NYU Alumni Magazine Spring 2008

politics

Buyer Beware

A new book considers how presidents use advertising strategies to sell war

by Robert Polner

Think of war as a breakfast cereal, a skin cream, or the iPhone. Far-fetched? Not really, say Terence P. Moran and Eugene Secunda in their comprehensive and timely new book, Selling War to America: From the Spanish American War to the Global War on Terror (Praeger Security International), in which they argue that a president’s case for military intervention often resembles the marketing of any product.

From 1898, when William McKinley unleashed American sea power and imperial ambition upon the islands of the Caribbean and Philippines, to the present war in Iraq, U.S. government and military leaders have turned to the latest technologies and techniques of salesmanship. Many a White House has used branding, media management, and pop culture to ensure a patriotic response to their military adventures. McKinley transmitted his messages about the war-hungry penny press's "Splendid Little War" via a newfangled invention, the telegraph; Franklin Delano Roosevelt had his "fireside chats"; and George W. Bush declared premature victory on an aircraft carrier in front of a "Mission Accomplished" banner.

Though a president's propaganda may appear hollow in retrospect, it typically works in the moment, write the authors, both professors at the Steinhardt School of Culture, Education, and Human Development. Since the dawn of advertising and modern communications, Americans have shown that they would buy whatever war their president was selling. Moran, a retired U.S. Marine who still recruits for the corps, and Secunda, an Army veteran who was a senior executive at J. Walter Thompson advertising, felt compelled to tell this story because, Moran says, "[People] buy a war with less attention than they buy an automobile." We are, after all, they argue, "gunfighters" at heart—John Wayne's DNA strands seem woven deep into our cultural character. "[A]ny president selling a war has a customer base that is already half sold," they write. "A few well-chosen slogans and images will complete the deal."

Even the biggest skeptics have had trouble resisting the hard sell, say the authors, given the tools of persuasion in the hands of a president. Woodrow Wilson appointed George Creel, an investigative journalist, to head the Committee on Public Information, and Creel enlisted artists to create paintings, posters, popular songs, and sculptures to help make the case for the "Crusade for Democracy." His committee organized choirs, civic clubs, religious institutions, and recruited 75,000 volunteers to give four-minute speeches in 5,200 communities. Though the Allies won the war, the example of the danger of overselling a war's potential is evident in the failure of Wilson to achieve his sweeping "Fourteen Points" in the Versailles Treaty negotiations. The unmet objectives to spread democracy through the crumbling empires of old Europe led to more than two decades of public disillusionment and isolationism at home.
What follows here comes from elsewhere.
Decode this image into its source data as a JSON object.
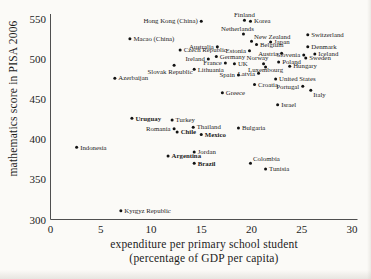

The successful rallying of American support for entry into the First World War nonetheless became a primer for the marketing of World War II, which, from a selling perspective, was the most successful American war of all time, say the authors. Initially Roosevelt had a lot of persuading to do to reverse public suspicion of U.S. military engagements abroad. He skillfully leveraged radio, however, bringing his reassuring, stoic attitude and faith in the cause of democracy and liberty to living-room listeners across America. Six months after the attack on Pearl Harbor, he created the Office of War Information, which influenced the tone and content of hundreds of Hollywood comedies, dramas, and musicals to boost civilian and military morale if not provide a few hours of escape from the realities of war. Patriotic songs filled the airwaves ("Praise the Lord and Pass the Ammunition") and even comic book heroes like Batman stepped up to enlist. Meanwhile, press censorship and government regulation curbed contradictory messages in the media.

The Korean War, say Moran and Secunda, was by contrast the forgotten war, despite the fact that it was the first major national event covered by all the U.S. television networks, reaching nearly 30 million Americans. Harry Truman downplayed its importance, not even calling it a war (it was a "police action") and waited more than three weeks after the North Koreans invaded South Korea to go to the American people about his decision to commit troops. Hollywood, too, took little notice.
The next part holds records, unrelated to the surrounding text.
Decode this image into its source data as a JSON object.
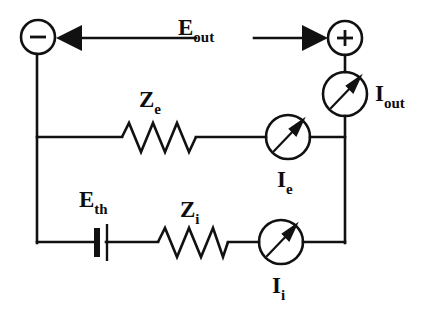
{
  "diagram": {
    "type": "electrical-schematic",
    "stroke_color": "#111111",
    "background_color": "#ffffff",
    "terminals": [
      {
        "id": "negative",
        "symbol": "−",
        "name": "negative-terminal",
        "cx": 38,
        "cy": 37,
        "r": 17
      },
      {
        "id": "positive",
        "symbol": "+",
        "name": "positive-terminal",
        "cx": 345,
        "cy": 38,
        "r": 17
      }
    ],
    "labels": {
      "e_out": {
        "base": "E",
        "sub": "out"
      },
      "i_out": {
        "base": "I",
        "sub": "out"
      },
      "z_e": {
        "base": "Z",
        "sub": "e"
      },
      "i_e": {
        "base": "I",
        "sub": "e"
      },
      "e_th": {
        "base": "E",
        "sub": "th"
      },
      "z_i": {
        "base": "Z",
        "sub": "i"
      },
      "i_i": {
        "base": "I",
        "sub": "i"
      }
    },
    "components": [
      {
        "name": "resistor-ze",
        "kind": "resistor",
        "label": "Z_e",
        "branch": "external"
      },
      {
        "name": "resistor-zi",
        "kind": "resistor",
        "label": "Z_i",
        "branch": "internal"
      },
      {
        "name": "battery-eth",
        "kind": "battery",
        "label": "E_th",
        "branch": "internal"
      },
      {
        "name": "meter-iout",
        "kind": "ammeter",
        "label": "I_out",
        "branch": "output"
      },
      {
        "name": "meter-ie",
        "kind": "ammeter",
        "label": "I_e",
        "branch": "external"
      },
      {
        "name": "meter-ii",
        "kind": "ammeter",
        "label": "I_i",
        "branch": "internal"
      }
    ],
    "arrows": [
      {
        "name": "eout-arrow-left",
        "direction": "left",
        "points_to": "negative-terminal"
      },
      {
        "name": "eout-arrow-right",
        "direction": "right",
        "points_to": "positive-terminal"
      }
    ]
  }
}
Those years planted the seeds for Vietnam, a war the authors view as a marketing fiasco. The protracted conflict provoked the antipathies of the baby boomers, who denounced its underlying rationale and turned against it, as did much of the mainstream media. It was a war characterized by political manipulations and promises unfulfilled. Even the triggering event for the escalation of U.S. military actions proved flimsy—according to many historians, two alleged attacks by North Vietnamese torpedo boats in the Gulf of Tonkin were but invented provocations to win Congressional authorization. "The Vietnam War," they write, "was a textbook example of a war that was badly sold."

The war in Iraq, in contrast, is a "classic example of good marketing killing a weak product." While President Bush's persuasive arguments for toppling Hussein marshaled strong public support, his claims that the Iraqi strongman had weapons of mass destruction and something to do with the terror attacks of September 11, 2001, have not been borne out—nor have proclamations of quick success. "The question is whether Americans can act like the informed, enlightened, and thoughtful citizens necessary for any democracy to flourish, or will they continue to be willing buyers of whatever war an administration is selling," the authors write. "We hope that the former is true, but fear that the latter is more likely."


“People buy a war with less attention than they buy an automobile,” says Terence P. Moran.